Not sure about who you mean here by "they". Acorn was mercilessly picked apart by beancounters for want of a decent BOFH and a lift shaft! All that on the eve of the launch of the fabled "Phoebe" or RISC PC 2 which, from accounts of the lone prototype known to have existed beyond Acorn's end, was a pretty stunning machine by the standard of computers back then.
It's yet another example of how short sighted money men are asset stripping our industry, our inventiveness, heck even our culture! The only bright point is that, on occasion, we can still shock these idiots with what we can do - I suspect that the Raspberry Pi, for example, must be giving some of the big corporates something to think about.
More, please! I'm really enjoying all these retro-themed articles, especially the Acorn ones.
Acorn may live on in various other forms, but the day they went belly up was a seminal day in my computing life. I'd started off with an Electron, graduated to a Beeb and then taken a three year time out in the form of an Atari ST as the Archimedes was way too expensive for a 11 year old school boy. I remember seeing it - finally - at a computer shop in York, and marvelling at it in wonderment.
In 1992, I finally got my RISC OS machine, in the form of an A3010, purchased from Dixons. Four years after that, I got a RISC PC 600. It was utterly brilliant. Friends of mine were predominantly PC users, and my RISC PC was light years ahead.
Then Acorn died. And I was sad. The workstations division closed down for purely financial reasons. I moved to a PC after that, something I was sure I'd never do, and moved to OS X six years back.
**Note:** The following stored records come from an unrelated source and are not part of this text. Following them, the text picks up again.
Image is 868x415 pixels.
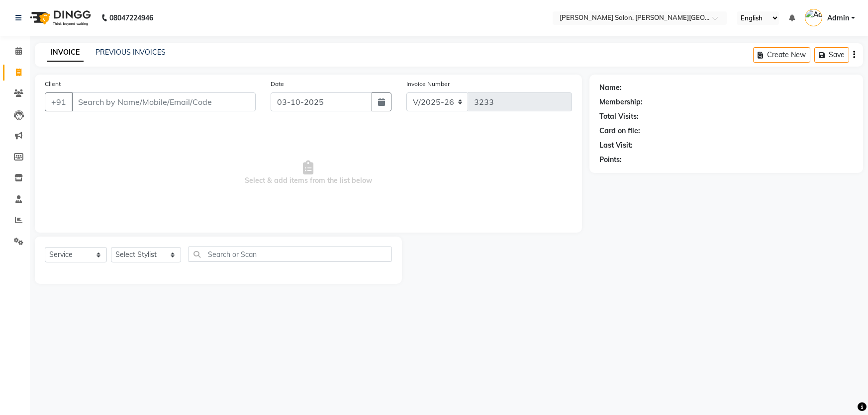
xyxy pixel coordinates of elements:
[599,154,621,165] div: Points:
[45,123,572,223] span: Select & add items from the list below
[45,93,73,111] button: +91
[109,4,153,32] b: 08047224946
[188,246,392,262] input: Search or Scan
[45,80,61,88] label: Client
[96,48,166,57] a: PREVIOUS INVOICES
[599,111,638,121] div: Total Visits:
[25,4,93,32] img: logo
[599,140,633,150] div: Last Visit:
[599,126,640,136] div: Card on file:
[407,80,450,88] label: Invoice Number
[71,93,256,111] input: Search by Name/Mobile/Email/Code
[827,13,849,24] span: Admin
[47,44,84,61] a: INVOICE
[753,47,810,62] button: Create New
[599,83,621,93] div: Name:
[599,97,643,107] div: Membership:
[270,80,284,88] label: Date
[805,9,822,27] img: Admin
[814,47,849,62] button: Save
Nothing will ever recapture those golden Acorn years for me. Back then, computing was fun. Now, programming for a living, all the joy has gone.
I still have two Electrons, my A3010 and my RISC PC. One day I'll get the RISC PC out again and relive those golden days.
There are a couple of really good history documents on the creation and evolution of IBM's Virtualization Technology and the development of the IBM Mainframe 360 and follow-on 370 architecture. The former was written by Melinda Varian formally of Princeton University, the latter written by Jeff Gribbin formally of Rolls Royce in the UK. Varians contains some great pictures and generally less understood and aspects on the evolution of virtualization.
http://web.me.com/melinda.varian/Site/Melinda_Varians_Home_Page.html
RISC OS is still a going concern. There will supposedly be a version of RISC OS ported to the Raspberry Pi. I might try it, just because.
Back then I was a Spectrum fanboi and everything else was crap, but looking back the 'right way' of designing those 80s systems was arguably Acorn's way.
Can we have an 'old codger' icon, please Reg sir?